Where do we go from here? Columnist Tom Friedman's latest book Longitudes and Attitudes: Exploring the World After September 11 (Farrar, Straus, and Giroux, 2002) contains many valuable observations on the Israeli-Palestinian struggle. Near the close of his March 6, 2002, column he writes: "Some of the hatred will remain no matter what Israel does. But to think that Israel's exiting the occupied territories--and abandoning its insane settlement land grab there--wouldn't reduce this problem is absurd." And he opens his April 3, 2002, column with the words: "A terrible disaster is in the making in the Middle East. What Osama bin Laden failed to achieve on September 11, 2001, is now being unleashed by the Israeli-Palestinian war in the West Bank: a clash of civilizations." Friedman's phrase "clash of civilizations" is taken from the title of a book published several years ago by Harvard professor Samuel Huntington, referring to the frightening possibility of a full-scale war between civilizations--the West and the Muslim world.

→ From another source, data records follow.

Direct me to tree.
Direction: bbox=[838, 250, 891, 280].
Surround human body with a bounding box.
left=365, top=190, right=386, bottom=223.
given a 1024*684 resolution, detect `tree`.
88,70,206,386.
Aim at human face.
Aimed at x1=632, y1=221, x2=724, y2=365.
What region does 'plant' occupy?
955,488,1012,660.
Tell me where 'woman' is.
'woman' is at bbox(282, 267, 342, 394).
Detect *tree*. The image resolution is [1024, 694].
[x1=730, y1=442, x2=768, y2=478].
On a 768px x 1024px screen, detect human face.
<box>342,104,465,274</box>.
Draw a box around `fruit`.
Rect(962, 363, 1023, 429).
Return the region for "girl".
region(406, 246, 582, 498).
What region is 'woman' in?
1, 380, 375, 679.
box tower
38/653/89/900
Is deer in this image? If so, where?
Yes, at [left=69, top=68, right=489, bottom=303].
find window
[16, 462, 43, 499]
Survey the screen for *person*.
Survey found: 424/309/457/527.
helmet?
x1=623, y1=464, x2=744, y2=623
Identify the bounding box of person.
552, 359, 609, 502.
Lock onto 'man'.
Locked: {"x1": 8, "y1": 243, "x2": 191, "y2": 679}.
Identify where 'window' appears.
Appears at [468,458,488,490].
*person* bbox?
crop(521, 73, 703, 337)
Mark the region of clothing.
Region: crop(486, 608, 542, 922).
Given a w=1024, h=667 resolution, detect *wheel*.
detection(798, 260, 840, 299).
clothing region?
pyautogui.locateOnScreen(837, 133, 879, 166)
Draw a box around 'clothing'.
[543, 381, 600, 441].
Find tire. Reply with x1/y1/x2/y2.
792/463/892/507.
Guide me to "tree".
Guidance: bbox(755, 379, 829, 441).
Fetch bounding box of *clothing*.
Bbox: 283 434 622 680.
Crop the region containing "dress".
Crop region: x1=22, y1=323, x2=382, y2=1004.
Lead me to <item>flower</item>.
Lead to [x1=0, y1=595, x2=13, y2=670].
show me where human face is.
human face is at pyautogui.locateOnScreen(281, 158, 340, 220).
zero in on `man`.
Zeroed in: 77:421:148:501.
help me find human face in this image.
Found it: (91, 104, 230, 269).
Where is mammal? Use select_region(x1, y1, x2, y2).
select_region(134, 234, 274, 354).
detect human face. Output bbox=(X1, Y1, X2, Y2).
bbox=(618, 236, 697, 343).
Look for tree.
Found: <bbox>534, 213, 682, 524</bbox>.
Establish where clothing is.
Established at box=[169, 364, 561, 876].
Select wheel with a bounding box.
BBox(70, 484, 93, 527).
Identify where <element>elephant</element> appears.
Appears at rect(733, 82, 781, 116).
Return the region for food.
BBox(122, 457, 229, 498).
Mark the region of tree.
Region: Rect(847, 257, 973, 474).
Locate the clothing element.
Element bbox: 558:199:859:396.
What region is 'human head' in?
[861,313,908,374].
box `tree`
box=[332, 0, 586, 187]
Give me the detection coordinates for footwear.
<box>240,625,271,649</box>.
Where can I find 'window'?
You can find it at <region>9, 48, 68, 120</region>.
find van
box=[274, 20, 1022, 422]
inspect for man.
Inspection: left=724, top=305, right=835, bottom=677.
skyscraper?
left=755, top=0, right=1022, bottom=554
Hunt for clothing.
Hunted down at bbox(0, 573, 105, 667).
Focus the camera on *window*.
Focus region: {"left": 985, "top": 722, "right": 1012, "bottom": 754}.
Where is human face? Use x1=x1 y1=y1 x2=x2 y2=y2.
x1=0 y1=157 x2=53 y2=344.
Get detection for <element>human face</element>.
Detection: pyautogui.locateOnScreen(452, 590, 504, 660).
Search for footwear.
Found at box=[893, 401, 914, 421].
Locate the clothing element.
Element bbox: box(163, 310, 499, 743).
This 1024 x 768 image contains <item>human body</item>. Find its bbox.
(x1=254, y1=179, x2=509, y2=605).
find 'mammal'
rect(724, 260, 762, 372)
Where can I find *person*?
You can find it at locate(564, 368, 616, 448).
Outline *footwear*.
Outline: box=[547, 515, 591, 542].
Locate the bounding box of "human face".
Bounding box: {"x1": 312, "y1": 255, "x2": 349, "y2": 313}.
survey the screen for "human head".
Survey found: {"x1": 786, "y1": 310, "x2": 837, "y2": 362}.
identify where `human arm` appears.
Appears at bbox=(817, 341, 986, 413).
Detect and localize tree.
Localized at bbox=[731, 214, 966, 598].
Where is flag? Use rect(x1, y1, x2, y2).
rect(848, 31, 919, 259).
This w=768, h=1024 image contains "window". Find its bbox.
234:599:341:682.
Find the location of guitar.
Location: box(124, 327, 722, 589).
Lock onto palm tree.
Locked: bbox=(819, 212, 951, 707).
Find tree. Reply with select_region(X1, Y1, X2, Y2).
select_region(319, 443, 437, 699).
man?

One might wish that Friedman, who has had long experience in the Middle East, had devoted more sympathetic attention to that segment of enlightened Arab opinion that is able both to comprehend Western concerns in that part of the world and also to articulate the legitimate grievances of Palestinians and others against the United States and Israel. The notion that the United States is powerless to do anything to help remove the vicious cycle of violence between Israelis and Palestinians is a cruel myth. The United States has never been a passive observer of the conflict--especially since 1967, when it began to see Israel as a vital ally in the Middle East during the Cold War. From that time to the present little has been done by the Israeli government, for better or worse, without the United States' acquiescence or outright support. Americans have rarely shown any inclination or taken any initiative to relieve the sufferings of the Palestinian people. Today the United States' first priority as the world's only superpower must be to reverse its past course and to lead strongly and swiftly in the direction of resolving the Israeli-Palestinian conflict. It must do this convincingly in a manner that is fair to both sides--ensuring peace, justice, and security for all even at considerable cost to itself--to win the complete and mutual support of the UN and the people of the Middle East.
David Schafer is a consulting editor for the Humanist and a recently retired physiologist who now devotes most of his time to humanist research, writing, and teaching.